Can unlimited water be a rallying goal for business in 2017? Given the uncertainty associated with a changing climate, there’s an ever-greater need for systems that are more resilient to water risks and can make the business case to succeed.
Key Players to Watch
Global Water Intelligence (www.globalwaterintel.com) — this leading market research firm provides a global project tracker of water reuse projects, along with annual water tariff surveys.
Sourcewater (www.sourcewater.com) — a new online exchange for conserving freshwater and creating market incentives for recycling water.
China Water Risk (http://chinawaterrisk.org) — nonprofit initiative designed to help investors, businesses and individuals understand and mitigate risk around some of the toughest water challenges in Southeast Asia.

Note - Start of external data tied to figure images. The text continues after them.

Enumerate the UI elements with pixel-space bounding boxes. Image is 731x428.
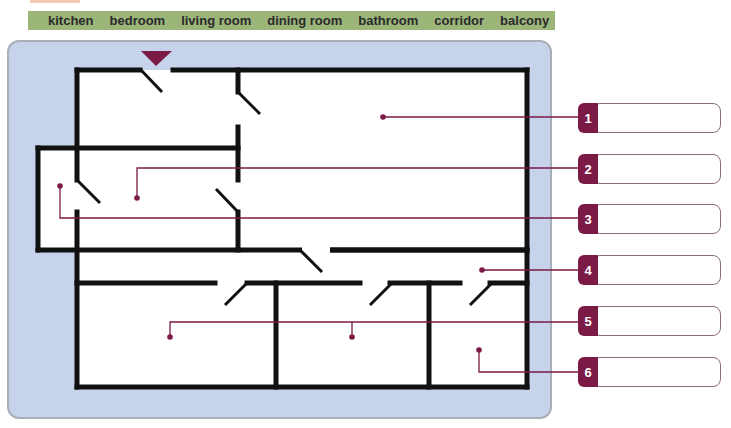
callout-number: 6 [578, 357, 598, 387]
answer-input-6[interactable] [601, 360, 715, 386]
answer-input-2[interactable] [601, 157, 715, 183]
answer-box-3[interactable] [592, 204, 721, 234]
callout-2: 2 [578, 154, 720, 184]
answer-box-1[interactable] [592, 103, 721, 133]
callout-6: 6 [578, 357, 720, 387]
answer-box-6[interactable] [592, 357, 721, 387]
callout-number: 3 [578, 204, 598, 234]
callout-1: 1 [578, 103, 720, 133]
callout-number: 4 [578, 255, 598, 285]
callout-number: 1 [578, 103, 598, 133]
answer-box-5[interactable] [592, 306, 721, 336]
callout-4: 4 [578, 255, 720, 285]
answer-input-4[interactable] [601, 258, 715, 284]
callout-number: 2 [578, 154, 598, 184]
door-gap [302, 246, 330, 254]
answer-box-2[interactable] [592, 154, 721, 184]
answer-input-5[interactable] [601, 309, 715, 335]
answer-box-4[interactable] [592, 255, 721, 285]
callout-number: 5 [578, 306, 598, 336]
answer-input-3[interactable] [601, 207, 715, 233]
callout-5: 5 [578, 306, 720, 336]
callout-3: 3 [578, 204, 720, 234]
answer-input-1[interactable] [601, 106, 715, 132]
entrance-arrow-icon [141, 51, 172, 66]
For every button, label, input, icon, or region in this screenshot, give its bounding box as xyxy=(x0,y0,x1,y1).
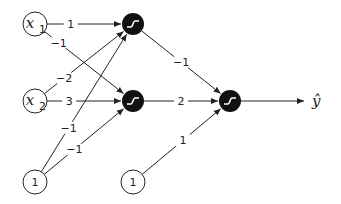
input-node-label: x xyxy=(26,91,35,109)
input-node-label: x xyxy=(26,14,35,32)
neural-network-diagram: 1−1−23−1−1−121 ŷx1x211 xyxy=(0,0,341,204)
edge-b1-h2 xyxy=(44,109,124,175)
edge-weight-label: −2 xyxy=(56,72,72,85)
edge-weight-label: −1 xyxy=(61,122,77,135)
edge-weight-label: −1 xyxy=(66,143,82,156)
output-label-yhat: ŷ xyxy=(311,92,321,110)
edge-weight-label: 2 xyxy=(178,95,185,108)
edge-weight-label: 1 xyxy=(180,134,187,147)
edge-b1-h1 xyxy=(41,34,126,172)
input-node-subscript: 1 xyxy=(39,23,46,36)
bias-node-label: 1 xyxy=(130,176,137,189)
bias-node-label: 1 xyxy=(32,176,39,189)
edge-weight-label: 1 xyxy=(67,18,74,31)
edge-weight-label: −1 xyxy=(51,37,67,50)
input-node-subscript: 2 xyxy=(39,100,46,113)
edge-weight-label: −1 xyxy=(173,56,189,69)
edge-weight-label: 3 xyxy=(66,95,73,108)
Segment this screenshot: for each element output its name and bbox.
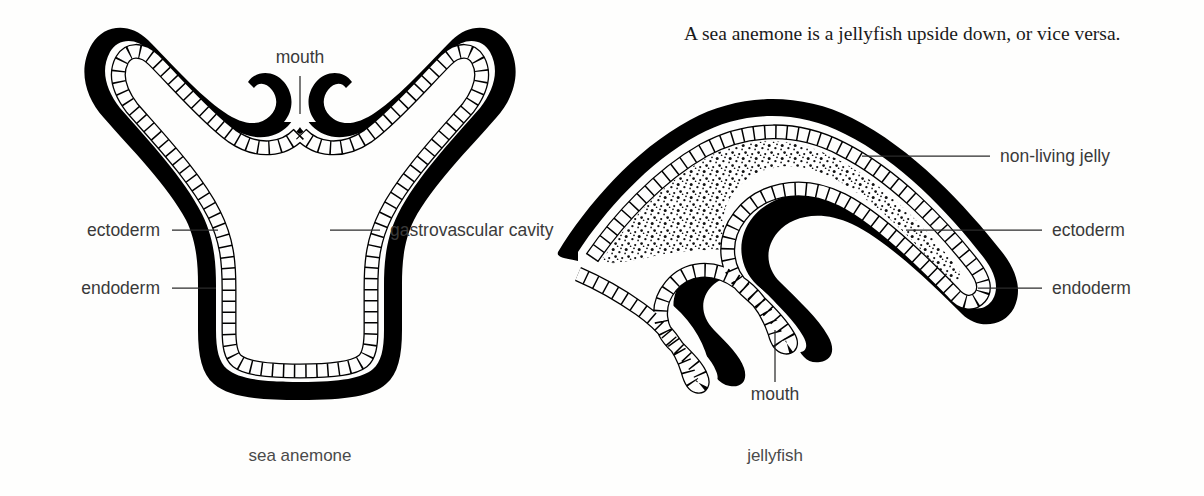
jellyfish-figure-name: jellyfish [746,446,803,465]
cnidarian-body-plan-diagram: A sea anemone is a jellyfish upside down… [0,0,1204,496]
jellyfish-ectoderm-label: ectoderm [1052,220,1125,240]
figure-caption: A sea anemone is a jellyfish upside down… [684,23,1120,44]
anemone-mouth-label: mouth [276,47,325,67]
anemone-figure-name: sea anemone [248,446,351,465]
gastrovascular-cavity-label: gastrovascular cavity [390,220,554,240]
jellyfish-mouth-label: mouth [751,384,800,404]
anemone-ectoderm-label: ectoderm [87,220,160,240]
anemone-endoderm-label: endoderm [81,278,160,298]
jellyfish-figure: non-living jelly ectoderm endoderm mouth… [558,99,1131,465]
jellyfish-endoderm-label: endoderm [1052,278,1131,298]
sea-anemone-figure: mouth ectoderm endoderm sea anemone [81,28,515,465]
jellyfish-jelly-label: non-living jelly [1000,146,1110,166]
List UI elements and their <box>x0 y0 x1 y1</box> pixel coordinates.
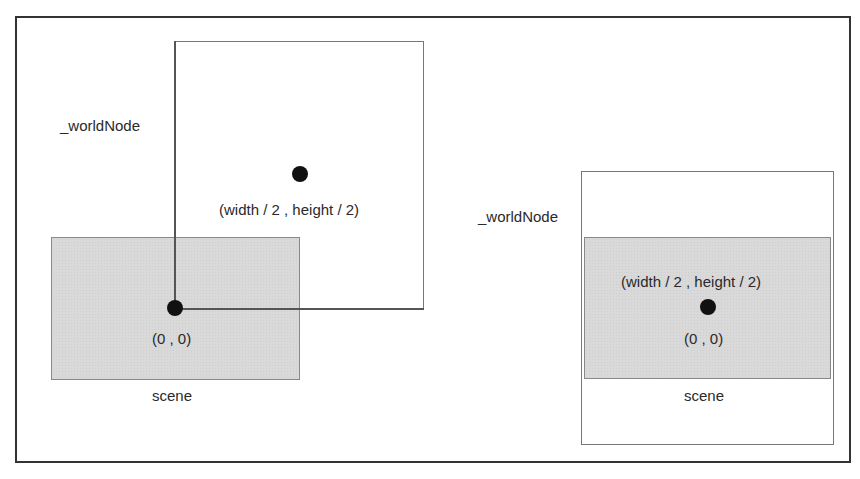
left-world-bottom-edge <box>174 308 424 310</box>
left-scene-label: scene <box>152 387 192 404</box>
left-worldnode-label: _worldNode <box>60 117 140 134</box>
left-center-dot <box>292 166 308 182</box>
left-world-left-edge <box>174 41 176 310</box>
right-origin-label: (0 , 0) <box>684 330 723 347</box>
right-worldnode-label: _worldNode <box>478 208 558 225</box>
left-origin-label: (0 , 0) <box>152 330 191 347</box>
right-scene-label: scene <box>684 387 724 404</box>
right-center-dot <box>700 299 716 315</box>
left-origin-dot <box>167 300 183 316</box>
right-center-label: (width / 2 , height / 2) <box>621 273 761 290</box>
left-center-label: (width / 2 , height / 2) <box>219 201 359 218</box>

Imagine H2O (www.imagineh2o.org) — provides water entrepreneurs with the resources to launch and scale successful innovative water businesses through a global network of industry leaders.
Apana (www.apana.com) — a water technology company whose tagline “manage water like inventory” provides businesses with data-driven insights to reduce and recycle water.

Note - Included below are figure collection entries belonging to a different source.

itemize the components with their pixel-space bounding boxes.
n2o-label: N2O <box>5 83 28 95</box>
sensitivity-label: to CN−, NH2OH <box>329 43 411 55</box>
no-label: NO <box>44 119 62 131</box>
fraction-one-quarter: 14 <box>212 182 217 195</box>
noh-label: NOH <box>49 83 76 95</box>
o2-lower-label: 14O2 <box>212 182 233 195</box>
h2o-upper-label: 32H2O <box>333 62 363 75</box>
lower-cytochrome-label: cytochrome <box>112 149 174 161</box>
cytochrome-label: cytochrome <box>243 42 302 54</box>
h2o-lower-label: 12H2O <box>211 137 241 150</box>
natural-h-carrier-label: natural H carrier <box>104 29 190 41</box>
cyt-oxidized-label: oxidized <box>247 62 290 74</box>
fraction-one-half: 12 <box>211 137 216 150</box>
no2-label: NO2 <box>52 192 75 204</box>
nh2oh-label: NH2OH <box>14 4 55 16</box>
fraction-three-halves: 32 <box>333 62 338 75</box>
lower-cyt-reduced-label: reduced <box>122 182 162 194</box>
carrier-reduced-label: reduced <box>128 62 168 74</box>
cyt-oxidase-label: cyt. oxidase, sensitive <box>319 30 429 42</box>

To read more about all of the 10 Trends download the State of Green Business Report 2017 here- https://www.greenbiz.com/report/state-green-business-2017
Article Notes:
[1] http://reports.weforum.org/global-risks-2016/part-1-title-tba/
[2] http://www.usatoday.com/story/news/2016/03/11/nearly-2000-water-systems-fail-lead-tests/81220466/
[3] http://frog4webservices.com/alliance2015/index.html
[4] http://www.naturalcapitaldeclaration.org/bonds-water-scarcity/
[5] https://tool.waterriskmonetizer.com/
[6] http://www.waterworld.com/drinking-water/infrastructure-funding.html
Article by Libby Bernick, Global Head of Corporate Business, Trucost
Libby manages Trucost’s North American business (www.trucost.com), leading the regional team responsible for Trucost’s programs for Financial Institutions and Corporates in North America, and is a member of Trucost’s global senior management team. She manages key accounts and is a strategic advisor to development banks, institutional asset owners, foundations, and multinational corporations. Areas of special interest include water-related risks for businesses and investors, carbon accounting in supply chains and portfolios, and quantifying how environmental risks and natural capital dependencies affect business value and financial performance.

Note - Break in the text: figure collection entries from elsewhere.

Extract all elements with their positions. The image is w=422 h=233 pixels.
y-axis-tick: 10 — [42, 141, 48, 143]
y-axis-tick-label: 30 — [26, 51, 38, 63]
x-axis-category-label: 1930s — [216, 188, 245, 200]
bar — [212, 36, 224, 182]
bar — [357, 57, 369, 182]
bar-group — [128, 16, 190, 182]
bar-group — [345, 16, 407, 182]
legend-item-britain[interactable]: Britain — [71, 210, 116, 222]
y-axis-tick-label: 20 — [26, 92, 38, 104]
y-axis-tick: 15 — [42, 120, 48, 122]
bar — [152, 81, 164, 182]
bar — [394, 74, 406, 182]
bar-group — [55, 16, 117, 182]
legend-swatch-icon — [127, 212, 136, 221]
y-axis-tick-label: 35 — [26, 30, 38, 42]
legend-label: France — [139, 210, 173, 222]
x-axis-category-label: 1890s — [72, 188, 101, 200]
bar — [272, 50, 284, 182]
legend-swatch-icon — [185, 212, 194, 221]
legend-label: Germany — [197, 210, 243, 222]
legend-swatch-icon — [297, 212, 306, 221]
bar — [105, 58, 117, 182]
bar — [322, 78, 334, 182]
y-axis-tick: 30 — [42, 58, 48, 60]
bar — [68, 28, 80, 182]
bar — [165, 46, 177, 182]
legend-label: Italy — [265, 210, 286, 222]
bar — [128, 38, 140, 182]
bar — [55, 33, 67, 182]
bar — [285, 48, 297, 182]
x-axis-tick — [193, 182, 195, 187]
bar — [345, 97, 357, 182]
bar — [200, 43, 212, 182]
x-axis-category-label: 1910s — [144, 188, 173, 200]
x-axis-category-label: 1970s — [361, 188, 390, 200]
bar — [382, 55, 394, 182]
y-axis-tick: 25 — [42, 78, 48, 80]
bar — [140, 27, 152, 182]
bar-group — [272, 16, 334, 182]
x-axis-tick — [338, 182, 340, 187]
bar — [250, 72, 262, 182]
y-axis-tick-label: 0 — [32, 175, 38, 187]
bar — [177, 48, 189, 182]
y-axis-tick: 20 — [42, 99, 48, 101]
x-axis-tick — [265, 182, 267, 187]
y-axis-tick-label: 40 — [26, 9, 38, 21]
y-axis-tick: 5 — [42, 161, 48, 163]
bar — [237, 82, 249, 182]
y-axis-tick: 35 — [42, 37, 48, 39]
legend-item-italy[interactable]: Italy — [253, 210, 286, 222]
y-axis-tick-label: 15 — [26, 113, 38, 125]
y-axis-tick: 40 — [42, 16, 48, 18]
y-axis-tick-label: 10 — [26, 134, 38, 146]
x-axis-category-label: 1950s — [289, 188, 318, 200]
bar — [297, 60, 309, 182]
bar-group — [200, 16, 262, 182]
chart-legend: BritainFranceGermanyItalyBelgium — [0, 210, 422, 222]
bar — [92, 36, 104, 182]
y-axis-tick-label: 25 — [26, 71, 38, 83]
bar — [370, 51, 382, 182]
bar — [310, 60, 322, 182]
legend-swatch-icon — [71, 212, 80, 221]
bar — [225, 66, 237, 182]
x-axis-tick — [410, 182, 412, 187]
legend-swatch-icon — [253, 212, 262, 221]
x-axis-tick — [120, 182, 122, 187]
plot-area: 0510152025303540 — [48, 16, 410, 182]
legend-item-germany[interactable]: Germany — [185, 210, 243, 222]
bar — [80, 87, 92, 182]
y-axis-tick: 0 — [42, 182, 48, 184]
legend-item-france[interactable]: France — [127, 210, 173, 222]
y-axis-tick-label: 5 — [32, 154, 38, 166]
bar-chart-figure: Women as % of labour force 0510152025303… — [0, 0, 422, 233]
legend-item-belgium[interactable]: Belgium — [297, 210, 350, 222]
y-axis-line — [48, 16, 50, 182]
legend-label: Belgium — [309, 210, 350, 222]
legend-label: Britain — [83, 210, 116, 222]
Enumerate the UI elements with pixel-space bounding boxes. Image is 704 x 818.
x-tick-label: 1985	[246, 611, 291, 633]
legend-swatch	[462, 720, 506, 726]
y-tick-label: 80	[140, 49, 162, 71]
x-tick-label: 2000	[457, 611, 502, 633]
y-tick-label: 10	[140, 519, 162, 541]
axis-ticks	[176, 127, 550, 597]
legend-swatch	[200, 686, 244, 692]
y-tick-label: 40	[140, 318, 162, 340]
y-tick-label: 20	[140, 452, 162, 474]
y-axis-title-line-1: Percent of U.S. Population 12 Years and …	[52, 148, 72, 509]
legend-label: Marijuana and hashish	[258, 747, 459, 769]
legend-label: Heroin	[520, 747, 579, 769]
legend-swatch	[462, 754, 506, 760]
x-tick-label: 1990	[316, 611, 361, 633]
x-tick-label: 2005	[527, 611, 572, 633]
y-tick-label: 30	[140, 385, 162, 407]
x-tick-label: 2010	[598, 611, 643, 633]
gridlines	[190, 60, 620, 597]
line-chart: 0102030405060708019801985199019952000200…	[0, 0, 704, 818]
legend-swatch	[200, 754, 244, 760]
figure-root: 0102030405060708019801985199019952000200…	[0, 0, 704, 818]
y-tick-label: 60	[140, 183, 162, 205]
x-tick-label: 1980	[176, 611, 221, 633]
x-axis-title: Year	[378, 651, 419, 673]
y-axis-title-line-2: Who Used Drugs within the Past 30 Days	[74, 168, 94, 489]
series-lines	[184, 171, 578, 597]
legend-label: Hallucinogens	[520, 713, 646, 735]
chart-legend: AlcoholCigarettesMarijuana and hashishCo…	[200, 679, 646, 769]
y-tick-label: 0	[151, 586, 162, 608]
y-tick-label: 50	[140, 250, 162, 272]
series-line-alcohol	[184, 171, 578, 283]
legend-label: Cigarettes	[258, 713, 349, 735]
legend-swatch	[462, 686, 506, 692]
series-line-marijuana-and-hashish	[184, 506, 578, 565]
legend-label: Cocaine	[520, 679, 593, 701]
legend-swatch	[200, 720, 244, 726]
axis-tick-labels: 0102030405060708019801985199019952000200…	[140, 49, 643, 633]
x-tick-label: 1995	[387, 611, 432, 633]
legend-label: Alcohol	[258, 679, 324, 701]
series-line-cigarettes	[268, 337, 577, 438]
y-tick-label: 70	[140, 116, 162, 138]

She has worked for over 25 years integrating environmental information into business decision-making processes, and has led the development and implementation of numerous decision-support tools and programs. Prior business experience includes multi-year assignments on new product development teams commercializing the launch of greener products and as the environmental manager within a production facility. An author of numerous articles and frequent speaker at international industry events and forums, Libby is an expert in environmental reporting, greener product development, and environmental supply chain issues. Libby holds a M.A.S. in Civil (Environmental) Engineering and a B.A. in Chemistry and Biology from the University of Delaware. She is a licensed Professional Engineer and is LEED AP accredited by the U.S. Green Building Council.